John Stark - French and Indian War

French and Indian War

Further information: Great Britain in the Seven Years War

Stark served as a second lieutenant under Maj. Robert Rogers during the French and Indian War. As a member of the daring Rogers' Rangers, Stark gained valuable combat experience and a detailed knowledge of the northern frontier of the American colonies. While serving with the rangers in 1757, Stark went on a scouting mission toward Fort Carillon in which the rangers were ambushed.

General Jeffery Amherst, in 1759 ordered Rogers' Rangers to journey from Lake George to the Abenaki village of St. Francis, deep in Quebec. The Rangers went north and attacked the Indian town. Stark, Rogers' second-in-command of all ranger companies, refused to accompany the attacking force out of respect for his Indian foster-parents residing there. He returned to New Hampshire to his wife, whom he had married the previous year.

At the end of the war, Stark retired as a captain and returned to Derryfield, New Hampshire.

Read more about this topic:  John Stark

Famous quotes containing the words french, indian and/or war:

    One thing that makes art different from life is that in art things have a shape ... it allows us to fix our emotions on events at the moment they occur, it permits a union of heart and mind and tongue and tear.
    —Marilyn French (b. 1929)

    Our Indian said that he was a doctor, and could tell me some medicinal use for every plant I could show him ... proving himself as good as his word. According to his account, he had acquired such knowledge in his youth from a wise old Indian with whom he associated, and he lamented that the present generation of Indians “had lost a great deal.”
    Henry David Thoreau (1817–1862)

    The war against Vietnam is only the ghastliest manifestation of what I’d call imperial provincialism, which afflicts America’s whole culture—aware only of its own history, insensible to everything which isn’t part of the local atmosphere.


§ Work instructions
Print the listing below exactly, leaving nothing out.

§ Stored data
-- Opening Marker --

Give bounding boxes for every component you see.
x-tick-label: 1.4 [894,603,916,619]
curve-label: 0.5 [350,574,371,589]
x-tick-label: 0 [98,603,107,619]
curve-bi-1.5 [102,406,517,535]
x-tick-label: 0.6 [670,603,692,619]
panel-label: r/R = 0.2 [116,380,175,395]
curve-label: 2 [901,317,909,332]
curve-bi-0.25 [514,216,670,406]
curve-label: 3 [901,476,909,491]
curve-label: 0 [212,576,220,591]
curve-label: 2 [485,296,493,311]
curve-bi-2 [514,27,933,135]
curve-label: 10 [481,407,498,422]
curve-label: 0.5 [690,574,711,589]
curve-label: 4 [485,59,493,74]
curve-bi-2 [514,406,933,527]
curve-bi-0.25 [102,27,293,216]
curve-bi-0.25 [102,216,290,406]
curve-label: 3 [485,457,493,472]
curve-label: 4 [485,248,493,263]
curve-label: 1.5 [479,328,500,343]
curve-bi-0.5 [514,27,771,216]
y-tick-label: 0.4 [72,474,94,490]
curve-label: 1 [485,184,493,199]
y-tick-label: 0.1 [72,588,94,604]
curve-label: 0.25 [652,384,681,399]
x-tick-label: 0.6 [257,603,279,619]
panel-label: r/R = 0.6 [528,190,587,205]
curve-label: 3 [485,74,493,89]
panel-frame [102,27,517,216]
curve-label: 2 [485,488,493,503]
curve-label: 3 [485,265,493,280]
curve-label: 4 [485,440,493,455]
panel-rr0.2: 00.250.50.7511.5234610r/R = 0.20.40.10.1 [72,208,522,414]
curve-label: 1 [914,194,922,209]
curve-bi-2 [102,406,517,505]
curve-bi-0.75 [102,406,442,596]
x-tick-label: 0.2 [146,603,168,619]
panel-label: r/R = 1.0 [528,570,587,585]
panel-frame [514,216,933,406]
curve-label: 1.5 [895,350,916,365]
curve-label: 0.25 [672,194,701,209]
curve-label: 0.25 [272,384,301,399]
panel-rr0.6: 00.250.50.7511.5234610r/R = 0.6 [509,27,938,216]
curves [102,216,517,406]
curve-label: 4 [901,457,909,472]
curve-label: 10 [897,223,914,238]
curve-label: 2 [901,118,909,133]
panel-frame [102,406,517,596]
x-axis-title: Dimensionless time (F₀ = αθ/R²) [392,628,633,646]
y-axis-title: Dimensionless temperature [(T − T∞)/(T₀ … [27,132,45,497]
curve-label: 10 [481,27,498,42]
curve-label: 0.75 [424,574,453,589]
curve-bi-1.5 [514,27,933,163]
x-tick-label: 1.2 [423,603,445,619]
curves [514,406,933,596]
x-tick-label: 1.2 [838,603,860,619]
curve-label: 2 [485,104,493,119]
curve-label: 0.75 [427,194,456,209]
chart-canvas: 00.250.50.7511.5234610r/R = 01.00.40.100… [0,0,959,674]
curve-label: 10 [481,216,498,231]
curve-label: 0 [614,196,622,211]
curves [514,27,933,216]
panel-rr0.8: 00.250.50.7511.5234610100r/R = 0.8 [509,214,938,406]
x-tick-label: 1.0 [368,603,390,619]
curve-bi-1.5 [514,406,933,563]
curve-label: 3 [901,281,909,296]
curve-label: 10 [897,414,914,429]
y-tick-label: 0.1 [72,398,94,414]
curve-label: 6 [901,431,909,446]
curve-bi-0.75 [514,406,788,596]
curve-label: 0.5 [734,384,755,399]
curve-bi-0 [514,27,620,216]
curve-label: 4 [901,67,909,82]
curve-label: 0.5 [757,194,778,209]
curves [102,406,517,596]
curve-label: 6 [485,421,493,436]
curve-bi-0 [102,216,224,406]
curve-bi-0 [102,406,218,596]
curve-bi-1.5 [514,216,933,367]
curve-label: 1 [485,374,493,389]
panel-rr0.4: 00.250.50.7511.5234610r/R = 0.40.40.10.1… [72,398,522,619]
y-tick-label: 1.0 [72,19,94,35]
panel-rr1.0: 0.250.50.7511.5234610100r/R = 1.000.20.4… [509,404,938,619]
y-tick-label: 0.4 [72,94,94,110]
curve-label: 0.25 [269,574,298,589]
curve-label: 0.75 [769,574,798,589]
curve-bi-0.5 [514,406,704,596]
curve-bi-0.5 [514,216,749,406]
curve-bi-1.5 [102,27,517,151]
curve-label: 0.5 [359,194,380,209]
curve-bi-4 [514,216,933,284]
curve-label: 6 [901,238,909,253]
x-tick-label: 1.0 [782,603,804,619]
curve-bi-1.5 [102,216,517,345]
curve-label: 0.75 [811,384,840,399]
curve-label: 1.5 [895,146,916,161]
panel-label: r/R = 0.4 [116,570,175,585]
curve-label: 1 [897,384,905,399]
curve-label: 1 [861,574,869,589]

-- Closing Marker --

§ Exercise output
Give bounding boxes for every component you see.
x-tick-label: 1.4 [894,603,916,619]
curve-label: 0.5 [350,574,371,589]
x-tick-label: 0 [98,603,107,619]
curve-bi-1.5 [102,406,517,535]
x-tick-label: 0.6 [670,603,692,619]
panel-label: r/R = 0.2 [116,380,175,395]
curve-label: 2 [901,317,909,332]
curve-bi-0.25 [514,216,670,406]
curve-label: 3 [901,476,909,491]
curve-label: 0 [212,576,220,591]
curve-label: 2 [485,296,493,311]
curve-bi-2 [514,27,933,135]
curve-label: 10 [481,407,498,422]
curve-label: 0.5 [690,574,711,589]
curve-label: 4 [485,59,493,74]
curve-bi-2 [514,406,933,527]
curve-bi-0.25 [102,27,293,216]
curve-bi-0.25 [102,216,290,406]
curve-label: 3 [485,457,493,472]
curve-label: 4 [485,248,493,263]
curve-label: 1.5 [479,328,500,343]
curve-bi-0.5 [514,27,771,216]
y-tick-label: 0.4 [72,474,94,490]
curve-label: 1 [485,184,493,199]
y-tick-label: 0.1 [72,588,94,604]
curve-label: 0.25 [652,384,681,399]
x-tick-label: 0.6 [257,603,279,619]
panel-label: r/R = 0.6 [528,190,587,205]
curve-label: 3 [485,74,493,89]
panel-frame [102,27,517,216]
curve-label: 2 [485,488,493,503]
curve-label: 3 [485,265,493,280]
curve-label: 4 [485,440,493,455]
panel-rr0.2: 00.250.50.7511.5234610r/R = 0.20.40.10.1 [72,208,522,414]
curve-label: 1 [914,194,922,209]
curve-bi-2 [102,406,517,505]
curve-bi-0.75 [102,406,442,596]
x-tick-label: 0.2 [146,603,168,619]
panel-label: r/R = 1.0 [528,570,587,585]
panel-frame [514,216,933,406]
curve-label: 1.5 [895,350,916,365]
curve-label: 0.25 [672,194,701,209]
curve-label: 0.25 [272,384,301,399]
panel-rr0.6: 00.250.50.7511.5234610r/R = 0.6 [509,27,938,216]
curves [102,216,517,406]
curve-label: 4 [901,457,909,472]
curve-label: 10 [897,223,914,238]
curve-label: 2 [901,118,909,133]
panel-frame [102,406,517,596]
x-axis-title: Dimensionless time (F₀ = αθ/R²) [392,628,633,646]
y-axis-title: Dimensionless temperature [(T − T∞)/(T₀ … [27,132,45,497]
curve-label: 10 [481,27,498,42]
curve-label: 0.75 [424,574,453,589]
curve-bi-1.5 [514,27,933,163]
x-tick-label: 1.2 [423,603,445,619]
curves [514,406,933,596]
x-tick-label: 1.2 [838,603,860,619]
curve-label: 2 [485,104,493,119]
curve-label: 0.75 [427,194,456,209]
chart-canvas: 00.250.50.7511.5234610r/R = 01.00.40.100… [0,0,959,674]
curve-label: 10 [481,216,498,231]
curve-label: 0 [614,196,622,211]
curves [514,27,933,216]
panel-rr0.8: 00.250.50.7511.5234610100r/R = 0.8 [509,214,938,406]
x-tick-label: 1.0 [368,603,390,619]
curve-bi-1.5 [514,406,933,563]
curve-label: 3 [901,281,909,296]
curve-label: 10 [897,414,914,429]
y-tick-label: 0.1 [72,398,94,414]
curve-label: 6 [901,431,909,446]
curve-bi-0.75 [514,406,788,596]
curve-label: 0.5 [734,384,755,399]
curve-bi-0 [514,27,620,216]
curve-label: 4 [901,67,909,82]
curve-label: 0.5 [757,194,778,209]
curves [102,406,517,596]
curve-label: 6 [485,421,493,436]
curve-bi-0 [102,216,224,406]
curve-bi-0 [102,406,218,596]
curve-bi-1.5 [514,216,933,367]
curve-label: 1 [485,374,493,389]
panel-rr0.4: 00.250.50.7511.5234610r/R = 0.40.40.10.1… [72,398,522,619]
y-tick-label: 1.0 [72,19,94,35]
panel-rr1.0: 0.250.50.7511.5234610100r/R = 1.000.20.4… [509,404,938,619]
y-tick-label: 0.4 [72,94,94,110]
curve-label: 0.25 [269,574,298,589]
curve-label: 0.75 [769,574,798,589]
curve-bi-0.5 [514,406,704,596]
curve-bi-0.5 [514,216,749,406]
curve-bi-1.5 [102,27,517,151]
curve-label: 0.5 [359,194,380,209]
curve-bi-4 [514,216,933,284]
curve-label: 6 [901,238,909,253]
x-tick-label: 1.0 [782,603,804,619]
curve-bi-1.5 [102,216,517,345]
curve-label: 0.75 [811,384,840,399]
curve-label: 1.5 [895,146,916,161]
panel-label: r/R = 0.4 [116,570,175,585]
curve-label: 1 [897,384,905,399]
curve-label: 1 [861,574,869,589]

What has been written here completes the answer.